Ann  Orlova
Ann Orlova

Reputation: 1348

Number of binary search trees over n elements

I need to find a number of different binary search trees over n elements. I know, that the number of binary search trees over n distinct elements is Catalan number. But what if numbers can repeat? In Binary Search Tree elements of left subtree are less than root, and elements of right subtree are equal or greater than root.

This is my code for calculating a number of different binary search trees over n elements. I calculate this number by modulo 123456789, as it can be really big. Can I simply change it to solve my problem?

#include <algorithm>
#include <vector>
#include <iostream>
#include <limits>

using std::vector;
using std::cin;
using std::cout;
using std::endl;


long long countTreeDP(int nodeNumber) 
{
    vector <vector<long long> > cNumbers;
    for (int i = 0; i < nodeNumber + 2; ++i)
    {
        vector<long long> cur(nodeNumber + 2, 0);
        cNumbers.push_back(cur);
    }
    for (int i = 0; i < nodeNumber + 2; ++i)
    {
        cNumbers[i][0] = 1;
    }

    long long sum = 0;
    for (int i = 1; i < nodeNumber + 1; ++i) 
    {
        sum = 0;
        for (int j = 1; j <= i; ++j) 
        {
            long long numFirst = cNumbers[nodeNumber + 1][i - j] % 123456789;
            long long numSecond = cNumbers[nodeNumber + 1][j - 1] % 123456789;
            cNumbers[j][i] = (numFirst * numSecond) % 123456789;
            sum += cNumbers[j][i];
            sum = sum % 123456789;
        }
        cNumbers[nodeNumber+1][i] = sum;
    }

    return cNumbers[nodeNumber+1][nodeNumber];
}

int main()
{
    vector<long long> nodesValues;
    int size = 0;
    cin >> size;

    for (int i = 0; i < size; ++i)
    {
        long long elem;
        cin >> elem;
        nodesValues.push_back(elem);        
    }

    std::sort(nodesValues.begin(), nodesValues.end());

    int uniqueCount = 0;

    for (int i = 1; i < nodesValues.size(); ++i)
    {
        if (nodesValues[i] != nodesValues[i-1])
            ++uniqueCount;
    }
    cout << countTreeDP(uniqueCount + 1) << endl;
    system("pause");
    return 0;
}

Upvotes: 2

Views: 593

Answers (1)

MvG
MvG

Reputation: 60858

I'm assuming that a[i] for 0 ≤ i < n is your sorted array of node values. Here is what I'd do: create a two-dimensional table T such that entry T[x][y] counts the number of search trees for the subsequence x ≤ i < y. You'd initialize it by setting all T[i][i] for 0 ≤ i ≤ n to 1, since the empty sequence has only one search tree, the empty tree.

Now you'd write three nested loops. The outermost loop iterates over sequence length, the middle iterates over possible starting positions, and the innermost iterates over possible tree nodes. Something like

for (int len = 1; len <= n; ++len) {
  for (int pos = 0; pos <= n - len; ++pos) {
    int left = pos, right = pos + len;
    long long cnt = 0;
    for (int root = left; root < right; ++root) {
      if (root > left && a[root] == a[root - 1])
        continue; // duplicate element may not be root
      cnt += T[left][root]*T[root + 1][right];
    }
  }
}

The above would work without the if for the case of distinct elements. If you can have duplicate elements, then an element can only be considered a root of a subtree (according to your definition) if the element before it is strictly less than the element itself, or if it is the first element of the subtree. So the check above skips invalid roots, so in the end T[0][n] would hold your desired count.

I'll leave the modulo arithemtic to you. I'll also leave it to you to compare this idea to the code you wrote yourself, since I don't feel like reading that much uncommented code just now.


### HOW TO COMPLETE THIS TASK:
Wherever "apple" appears in the records below, copy the line that holds it.

### AVAILABLE DATA:
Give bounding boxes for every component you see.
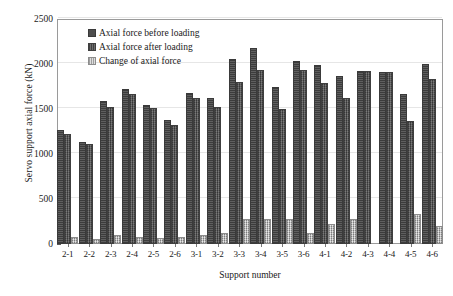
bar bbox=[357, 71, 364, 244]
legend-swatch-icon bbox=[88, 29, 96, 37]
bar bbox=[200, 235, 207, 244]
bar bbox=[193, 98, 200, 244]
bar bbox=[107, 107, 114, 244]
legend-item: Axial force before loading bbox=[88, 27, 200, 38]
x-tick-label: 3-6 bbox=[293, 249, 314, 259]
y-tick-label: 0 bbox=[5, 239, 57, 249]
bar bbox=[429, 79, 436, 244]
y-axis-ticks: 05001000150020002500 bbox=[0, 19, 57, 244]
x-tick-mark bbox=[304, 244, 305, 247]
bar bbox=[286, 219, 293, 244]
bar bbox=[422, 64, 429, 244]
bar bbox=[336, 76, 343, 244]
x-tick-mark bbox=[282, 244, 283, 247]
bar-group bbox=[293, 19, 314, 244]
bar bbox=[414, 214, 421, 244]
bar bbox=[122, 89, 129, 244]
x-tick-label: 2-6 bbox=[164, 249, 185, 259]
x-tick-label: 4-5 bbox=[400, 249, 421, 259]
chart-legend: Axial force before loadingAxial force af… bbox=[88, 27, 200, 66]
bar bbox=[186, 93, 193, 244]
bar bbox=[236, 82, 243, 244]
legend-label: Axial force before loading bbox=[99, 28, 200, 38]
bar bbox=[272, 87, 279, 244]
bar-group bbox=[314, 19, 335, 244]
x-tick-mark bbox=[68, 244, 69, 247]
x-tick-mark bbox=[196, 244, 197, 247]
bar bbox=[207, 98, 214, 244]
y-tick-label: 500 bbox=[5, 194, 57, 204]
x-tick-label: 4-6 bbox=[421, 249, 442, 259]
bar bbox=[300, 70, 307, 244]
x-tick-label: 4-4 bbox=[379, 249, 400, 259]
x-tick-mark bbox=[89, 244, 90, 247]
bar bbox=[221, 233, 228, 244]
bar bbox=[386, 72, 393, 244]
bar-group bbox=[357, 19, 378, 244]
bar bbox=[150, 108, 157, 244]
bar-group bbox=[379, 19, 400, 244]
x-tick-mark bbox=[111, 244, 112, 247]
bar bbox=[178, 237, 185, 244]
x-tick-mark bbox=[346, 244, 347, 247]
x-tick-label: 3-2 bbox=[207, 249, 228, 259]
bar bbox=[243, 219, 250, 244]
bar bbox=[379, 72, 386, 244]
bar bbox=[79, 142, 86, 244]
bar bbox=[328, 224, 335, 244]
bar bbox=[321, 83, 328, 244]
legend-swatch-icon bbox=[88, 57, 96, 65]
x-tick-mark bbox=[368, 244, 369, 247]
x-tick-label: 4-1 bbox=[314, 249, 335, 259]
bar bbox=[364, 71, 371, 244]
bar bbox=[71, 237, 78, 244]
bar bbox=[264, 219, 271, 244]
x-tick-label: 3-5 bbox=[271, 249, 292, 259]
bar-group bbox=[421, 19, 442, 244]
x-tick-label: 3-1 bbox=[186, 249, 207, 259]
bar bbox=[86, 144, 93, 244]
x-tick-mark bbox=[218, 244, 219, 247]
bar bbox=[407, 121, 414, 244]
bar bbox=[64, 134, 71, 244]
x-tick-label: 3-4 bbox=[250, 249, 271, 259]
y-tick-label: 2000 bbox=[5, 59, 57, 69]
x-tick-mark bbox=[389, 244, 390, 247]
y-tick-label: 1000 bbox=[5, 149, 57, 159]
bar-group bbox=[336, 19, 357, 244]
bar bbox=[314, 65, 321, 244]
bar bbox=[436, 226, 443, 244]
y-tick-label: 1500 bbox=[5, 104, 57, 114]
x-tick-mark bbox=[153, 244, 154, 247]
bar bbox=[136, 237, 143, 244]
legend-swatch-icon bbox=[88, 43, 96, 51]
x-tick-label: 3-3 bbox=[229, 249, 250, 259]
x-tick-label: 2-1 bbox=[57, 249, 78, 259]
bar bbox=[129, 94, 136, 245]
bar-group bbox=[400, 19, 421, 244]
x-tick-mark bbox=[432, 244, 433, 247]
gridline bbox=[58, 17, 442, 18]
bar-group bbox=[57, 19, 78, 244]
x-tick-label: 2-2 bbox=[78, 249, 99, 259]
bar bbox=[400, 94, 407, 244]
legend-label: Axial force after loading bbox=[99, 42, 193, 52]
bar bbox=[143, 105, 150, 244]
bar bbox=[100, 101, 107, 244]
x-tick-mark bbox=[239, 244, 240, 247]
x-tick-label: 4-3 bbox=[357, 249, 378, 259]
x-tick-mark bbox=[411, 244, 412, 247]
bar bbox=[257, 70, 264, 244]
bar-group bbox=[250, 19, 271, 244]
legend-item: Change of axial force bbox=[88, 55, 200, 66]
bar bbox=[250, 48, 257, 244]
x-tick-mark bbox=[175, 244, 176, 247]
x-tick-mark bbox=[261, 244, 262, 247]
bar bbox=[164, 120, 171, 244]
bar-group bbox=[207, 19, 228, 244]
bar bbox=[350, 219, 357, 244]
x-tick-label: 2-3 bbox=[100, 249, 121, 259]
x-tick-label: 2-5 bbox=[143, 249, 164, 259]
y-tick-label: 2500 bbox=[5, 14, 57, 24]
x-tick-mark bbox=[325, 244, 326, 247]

--

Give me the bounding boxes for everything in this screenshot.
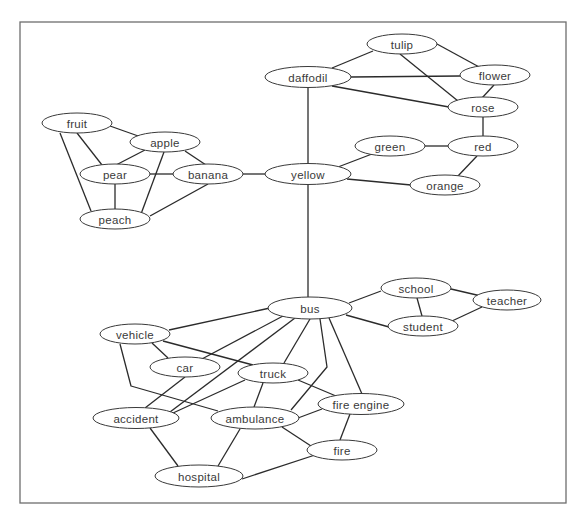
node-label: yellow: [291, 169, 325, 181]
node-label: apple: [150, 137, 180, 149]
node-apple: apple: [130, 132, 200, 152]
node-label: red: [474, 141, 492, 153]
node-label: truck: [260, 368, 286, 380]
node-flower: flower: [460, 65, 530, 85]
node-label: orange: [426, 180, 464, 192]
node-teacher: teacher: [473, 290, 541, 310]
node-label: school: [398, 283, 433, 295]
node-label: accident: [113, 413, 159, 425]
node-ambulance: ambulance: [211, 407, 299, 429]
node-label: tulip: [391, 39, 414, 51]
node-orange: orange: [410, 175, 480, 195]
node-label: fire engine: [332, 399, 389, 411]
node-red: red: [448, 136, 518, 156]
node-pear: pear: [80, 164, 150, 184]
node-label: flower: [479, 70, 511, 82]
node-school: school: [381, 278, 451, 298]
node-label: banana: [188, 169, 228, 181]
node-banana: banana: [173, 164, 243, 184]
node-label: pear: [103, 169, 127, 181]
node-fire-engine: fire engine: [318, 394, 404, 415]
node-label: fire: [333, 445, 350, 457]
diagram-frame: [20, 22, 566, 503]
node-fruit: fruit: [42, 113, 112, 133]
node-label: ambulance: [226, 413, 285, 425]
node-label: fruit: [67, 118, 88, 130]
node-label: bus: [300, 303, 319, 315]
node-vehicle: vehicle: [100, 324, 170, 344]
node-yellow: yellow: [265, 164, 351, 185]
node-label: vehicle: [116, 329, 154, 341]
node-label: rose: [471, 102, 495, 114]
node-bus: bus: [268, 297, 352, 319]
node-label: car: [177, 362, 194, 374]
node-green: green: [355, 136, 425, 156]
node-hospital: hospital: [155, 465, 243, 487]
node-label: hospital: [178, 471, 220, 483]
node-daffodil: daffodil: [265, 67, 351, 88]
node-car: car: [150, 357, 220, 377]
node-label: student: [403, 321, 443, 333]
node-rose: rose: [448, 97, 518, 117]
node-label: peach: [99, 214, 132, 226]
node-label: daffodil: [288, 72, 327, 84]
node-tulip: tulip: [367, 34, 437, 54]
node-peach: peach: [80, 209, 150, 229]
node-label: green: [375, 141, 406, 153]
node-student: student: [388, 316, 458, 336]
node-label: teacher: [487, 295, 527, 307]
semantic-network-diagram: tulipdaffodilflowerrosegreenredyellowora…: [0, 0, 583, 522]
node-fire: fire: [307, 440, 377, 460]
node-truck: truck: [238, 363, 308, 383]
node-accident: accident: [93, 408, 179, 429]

---

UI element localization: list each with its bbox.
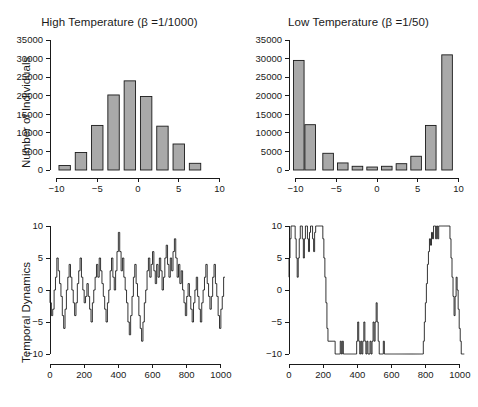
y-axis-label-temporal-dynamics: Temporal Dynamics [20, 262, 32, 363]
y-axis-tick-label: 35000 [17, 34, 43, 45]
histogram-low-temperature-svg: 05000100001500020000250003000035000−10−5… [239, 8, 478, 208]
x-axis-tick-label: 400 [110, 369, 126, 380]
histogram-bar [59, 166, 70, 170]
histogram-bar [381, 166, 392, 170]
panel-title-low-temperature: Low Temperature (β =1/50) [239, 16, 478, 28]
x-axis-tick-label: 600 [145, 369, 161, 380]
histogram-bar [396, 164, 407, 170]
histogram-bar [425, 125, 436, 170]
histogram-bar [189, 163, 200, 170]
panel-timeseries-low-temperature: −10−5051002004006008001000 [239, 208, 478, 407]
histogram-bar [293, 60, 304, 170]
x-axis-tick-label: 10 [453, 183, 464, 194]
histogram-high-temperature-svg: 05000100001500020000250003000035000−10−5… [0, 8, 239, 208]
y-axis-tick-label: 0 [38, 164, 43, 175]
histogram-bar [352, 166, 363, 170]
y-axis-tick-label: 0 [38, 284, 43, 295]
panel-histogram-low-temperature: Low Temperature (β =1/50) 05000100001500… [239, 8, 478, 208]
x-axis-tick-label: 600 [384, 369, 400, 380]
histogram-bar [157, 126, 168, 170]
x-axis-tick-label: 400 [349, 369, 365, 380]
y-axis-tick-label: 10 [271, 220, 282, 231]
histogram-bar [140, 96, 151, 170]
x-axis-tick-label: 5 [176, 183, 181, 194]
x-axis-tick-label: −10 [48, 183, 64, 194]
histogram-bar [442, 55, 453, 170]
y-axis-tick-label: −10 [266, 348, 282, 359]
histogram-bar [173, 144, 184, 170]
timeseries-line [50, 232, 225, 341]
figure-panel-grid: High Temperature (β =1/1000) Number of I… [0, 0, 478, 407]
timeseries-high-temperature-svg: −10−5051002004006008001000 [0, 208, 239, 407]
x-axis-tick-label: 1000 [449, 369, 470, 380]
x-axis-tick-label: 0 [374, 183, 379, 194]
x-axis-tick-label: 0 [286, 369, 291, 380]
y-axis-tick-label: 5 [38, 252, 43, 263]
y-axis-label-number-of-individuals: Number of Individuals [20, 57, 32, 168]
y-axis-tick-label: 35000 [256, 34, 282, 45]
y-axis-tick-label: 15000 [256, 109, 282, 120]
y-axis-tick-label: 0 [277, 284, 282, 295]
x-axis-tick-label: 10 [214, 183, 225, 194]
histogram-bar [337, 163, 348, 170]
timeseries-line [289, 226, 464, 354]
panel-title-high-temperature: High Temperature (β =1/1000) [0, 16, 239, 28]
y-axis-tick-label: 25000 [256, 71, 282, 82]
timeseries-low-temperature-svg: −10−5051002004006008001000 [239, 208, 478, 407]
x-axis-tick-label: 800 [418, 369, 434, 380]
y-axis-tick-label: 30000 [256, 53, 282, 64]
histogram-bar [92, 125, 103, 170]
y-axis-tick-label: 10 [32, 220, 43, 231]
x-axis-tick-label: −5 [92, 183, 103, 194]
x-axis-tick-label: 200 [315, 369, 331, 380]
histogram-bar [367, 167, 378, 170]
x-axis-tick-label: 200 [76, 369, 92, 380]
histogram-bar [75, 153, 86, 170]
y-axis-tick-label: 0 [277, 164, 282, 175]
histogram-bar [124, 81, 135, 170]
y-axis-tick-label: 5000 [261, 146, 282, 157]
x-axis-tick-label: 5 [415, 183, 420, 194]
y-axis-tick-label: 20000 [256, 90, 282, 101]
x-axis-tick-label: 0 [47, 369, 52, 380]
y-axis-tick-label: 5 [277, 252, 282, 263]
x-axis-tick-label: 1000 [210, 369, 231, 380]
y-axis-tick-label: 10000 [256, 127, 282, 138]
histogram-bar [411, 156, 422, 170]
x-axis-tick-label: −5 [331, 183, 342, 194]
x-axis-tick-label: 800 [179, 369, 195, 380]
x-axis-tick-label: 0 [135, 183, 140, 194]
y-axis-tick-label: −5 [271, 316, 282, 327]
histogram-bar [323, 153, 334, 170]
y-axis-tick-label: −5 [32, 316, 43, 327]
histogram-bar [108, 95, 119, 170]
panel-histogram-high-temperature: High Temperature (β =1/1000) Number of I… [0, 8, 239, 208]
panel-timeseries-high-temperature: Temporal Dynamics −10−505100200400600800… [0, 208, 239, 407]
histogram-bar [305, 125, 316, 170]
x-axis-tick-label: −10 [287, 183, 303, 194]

### WRITTEN RESPONSE:
node-label: apple: [150, 137, 180, 149]
node-apple: apple: [130, 132, 200, 152]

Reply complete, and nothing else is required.